People travelled en masse to chase races, stopping off at the Fishing Club to catch sight of the canoes, then scrambling into the back of a truck to make Matavera Point before a race passed. Hundreds of paddlers descended on Muri beach mid-week, costumed and ready to mingle, and last night the harbour was alive with music and merrymaking.

My first race was the V6 Iron on Monday morning. As a novice and a Vaka Eiva first-timer, I didn’t know what to expect. I was stroking, and had only been training at number one for several weeks – I was afraid of setting a pace too fast or too slow, worried about my fitness level and praying for better weather than the men got during their V6 Iron.

I think to some degree we were all feeling the nerves, but when the green flag went up, the adrenaline took charge, and we gave it our best shot.

I think every paddler knows what it’s like to push the body to its limits – to keep going when you’re parched, overheating and chaffed, and your body is screaming for you to stop. Even when you lose, you can appreciate another’s win, because you know every crew understands what it’s like to ‘pick it up for four’ at the end of a race when shoulders are sore and energy is waning.

We didn’t place in the Iron, but approaching the harbour we were all smiles – the hugs, the kisses and the drum beats made it all worthwhile.

I paddled again during sunset with The Unsquashables, who are low on experience but high on energy, and on Wednesday at Muri. But for me, Thursday’s mixed Round Raro was the highlight of the week.

Our crew hadn’t trained together, but we meshed well and we got the canoe moving. Our changeovers were perhaps not as glamorous as those of other crews, but no one got left behind and we managed to stay strong in spite of bruises, cramps and weariness.

We finished second in the open division, five minutes behind the Worthington brothers and their Australian and Hawaiian counterparts, but we were hugging and kissing and jumping around as if we’d finished first. Even the whales – who have been mysteriously missing from Rarotonga’s coast for weeks – came to congratulate us. Mounting the podium as a novice was special, and it made my first Vaka Eiva experience that much sweeter.

But so much of what makes Vaka Eiva the ‘most fun event on the outrigger planet’ happens post-race – it’s about the concerts and the crowds and catching up with friends new and old.

It’s a chance for paddlers who’ve met in previous years to chat over drinks – and for paddlers who haven’t met to, well, chat over drinks. It’s about bonding with your team over beers and bruise stories, and showing up to support other crews from your club before and after their races.

And then there are the cultural connotations which make Vaka Eiva feel like more than a race.
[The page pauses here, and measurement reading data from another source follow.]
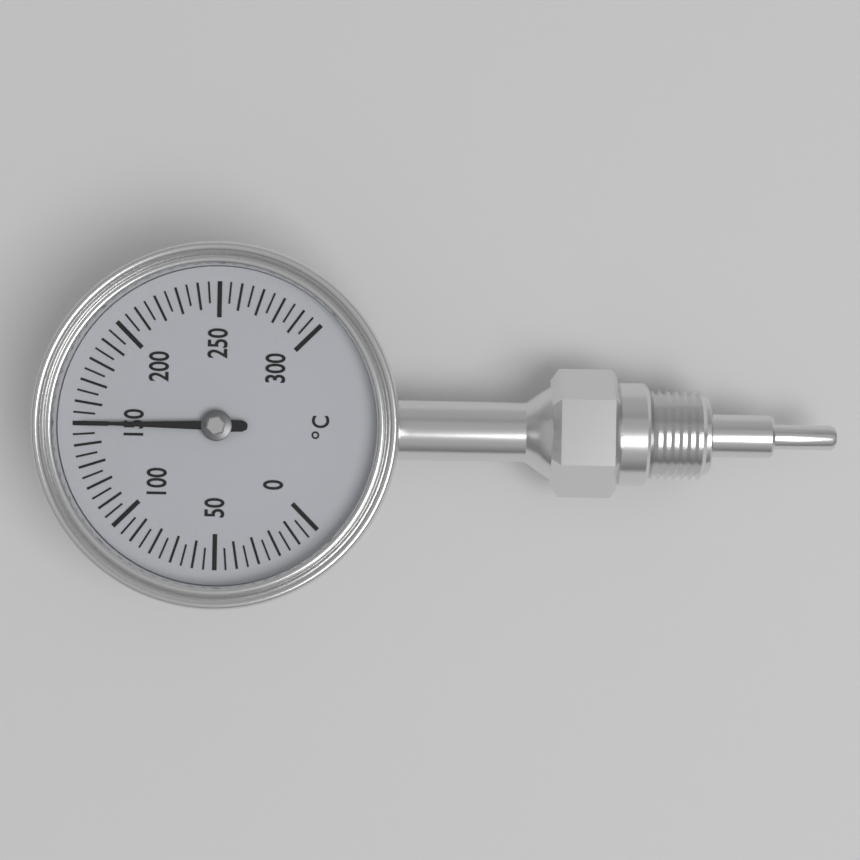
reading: 150 °C
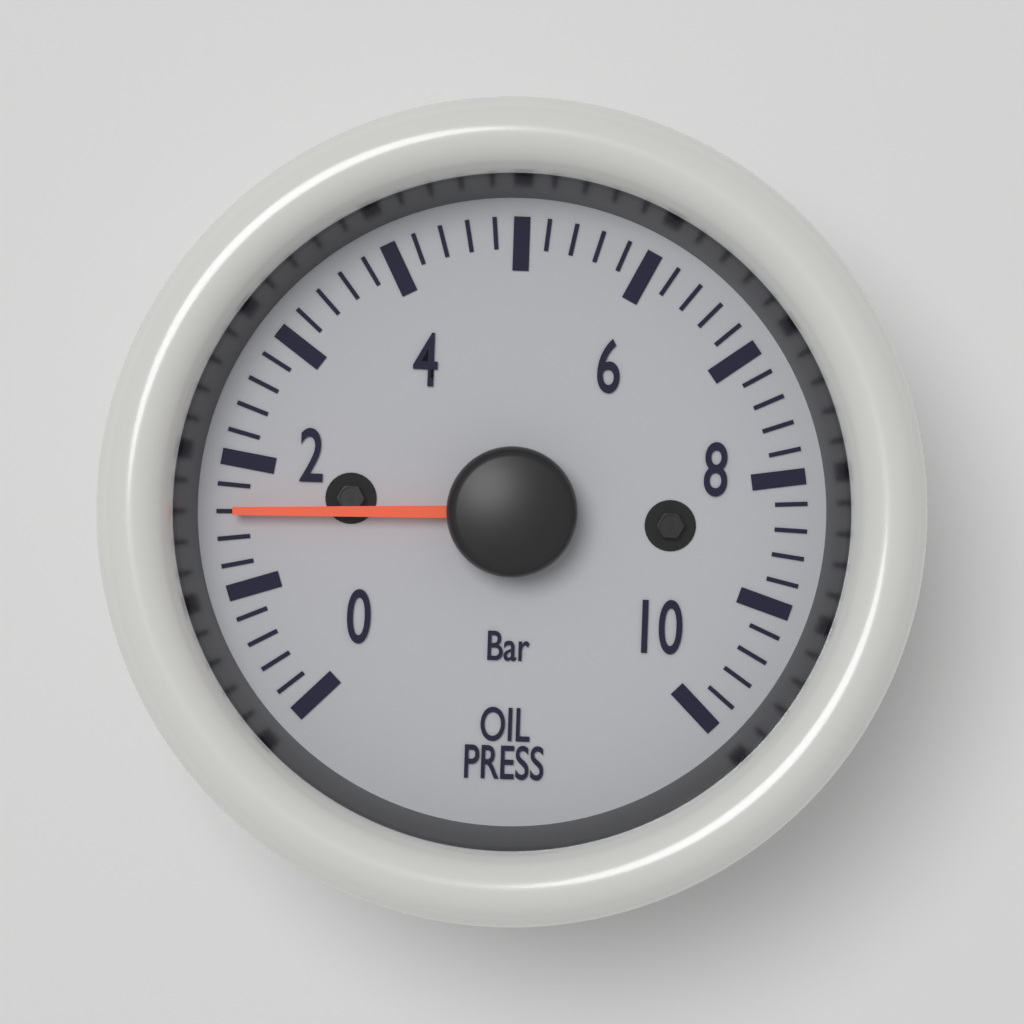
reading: 1.6 bar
It’s a gathering of Pacific peoples, whose lineages interlace and whose ancestors depended on the vaka we’ve come together to celebrate.

The blessing of the vaka, the Wednesday morning turou, the string bands and even the feasts give Vaka Eiva a distinctly Cook Islands feel.

The word eiva, Sir Geoff said, is a fusion of ‘ei’ – the flowery image of Cook Islands hospitality and festivity – and ‘va’ – the space between then and now. Despite that gap in time, we’re still doing what the ancestors did – perhaps for different reasons, but we haven’t forgotten where oe vaka came from.

It’s what makes oe vaka special. It’s why we put up with chaffing, bruising and sore muscles, and it’s why we forego Friday nights to rest up for Saturday training sessions, and it’s why we’re already counting down to Vaka Eiva 2011.